Jandy's Reading Room

Call It Sleep

Henry Roth

Call It Sleep

General Fiction and Poetry 8/8/2008 Rating: 3 Scrolls

David Schearl was two when his father met he and his mother at Ellis Island in 1907. Albert and Genya Schearl had been married a short time before he came to New York from Austria. Their first meeting at Ellis Island is tense as she doesn't recognize him and he is angry.

Now David is almost six. He clings to his mother and hides from his father. His mother is protective, loving. They only speak Yiddish in his home and she has never tried to learn English. Albert and David must do any translating she needs. Albert, a printer, is constantly changing jobs. David hears him complain about his coworkers and how he shouldn't have to take their attitudes. David sees his mother as she worries about his father. Finally, Albert gets a job as a milkman - better suited to his temperament for working with other people.

Out on the streets of the Jewish immigrant neighborhood, David faces a different world. He is young and just becoming aware of people outside of his own family. The world outside is very different from his life in their small apartment.

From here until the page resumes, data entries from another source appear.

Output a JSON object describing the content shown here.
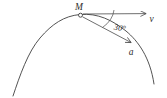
{
  "figure": {
    "labels": {
      "point": "M",
      "velocity": "v",
      "acceleration": "a",
      "angle": "30°"
    },
    "colors": {
      "background": "#ffffff",
      "stroke": "#3f3f3f",
      "text": "#2e2e2e"
    }
  }
}
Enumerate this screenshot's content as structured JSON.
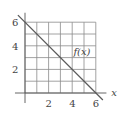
{
  "chart_data": {
    "type": "line",
    "title": "",
    "xlabel": "x",
    "ylabel": "",
    "xlim": [
      -1,
      7
    ],
    "ylim": [
      -1,
      7
    ],
    "grid": true,
    "grid_range": {
      "x": [
        0,
        6
      ],
      "y": [
        0,
        6
      ]
    },
    "x_ticks": [
      2,
      4,
      6
    ],
    "y_ticks": [
      2,
      4,
      6
    ],
    "x_tick_labels": [
      "2",
      "4",
      "6"
    ],
    "y_tick_labels": [
      "2",
      "4",
      "6"
    ],
    "series": [
      {
        "name": "f(x)",
        "x": [
          -0.6,
          6.6
        ],
        "y": [
          6.6,
          -0.6
        ]
      }
    ],
    "annotations": [
      {
        "text": "f(x)",
        "x": 4.1,
        "y": 3.2
      }
    ]
  }
}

The other boys say and do things he doesn't understand.

Call It Sleep views the Jewish immigrants in New York City before World War I from a unique viewpoint. Although not in first person narrative, except near the end, all the scenes are told from David's viewpoint. The reader can tell the environment is harsh, but David never sees the physical environment except as is affects him at the moment in the story.

Henry Roth has two narration styles throughout Call It Sleep. In their home, where Yiddish is the only language spoken, the language flows and is often poetic, especially when David is home alone with his mother. When his father comes home, the narrative becomes rougher and less flowing, although retains its poetry. David's familial perceptions are shown by the language used. It remains comfortable for him even during the worst arguments or uneasiest revealing of secrets.

Out in the street the language changes to the pidgeon English of the immigrant children and slang of the people out on the street. "Yuh big dope, yuh can' even do nuttin'." David's thoughts are expanding and whirling. It's scary out there and it's safer at home. Yet he can't stay home, either. Mother keeps sending him out.

Call It Sleep is easy to read but takes work to pull together and understand. It remains in David's viewpoint which gives the reader small bubbles at a time. His thoughts are often chaotic as he tries to comprehend all that is happening to him and around him. By the time the book is finished the reader has a snapshot of immigrants in New York City in the early 1900's. The Golden Land wasn't golden for everyone. Temperaments and problems that were present in the Old Country are still present in new surroundings.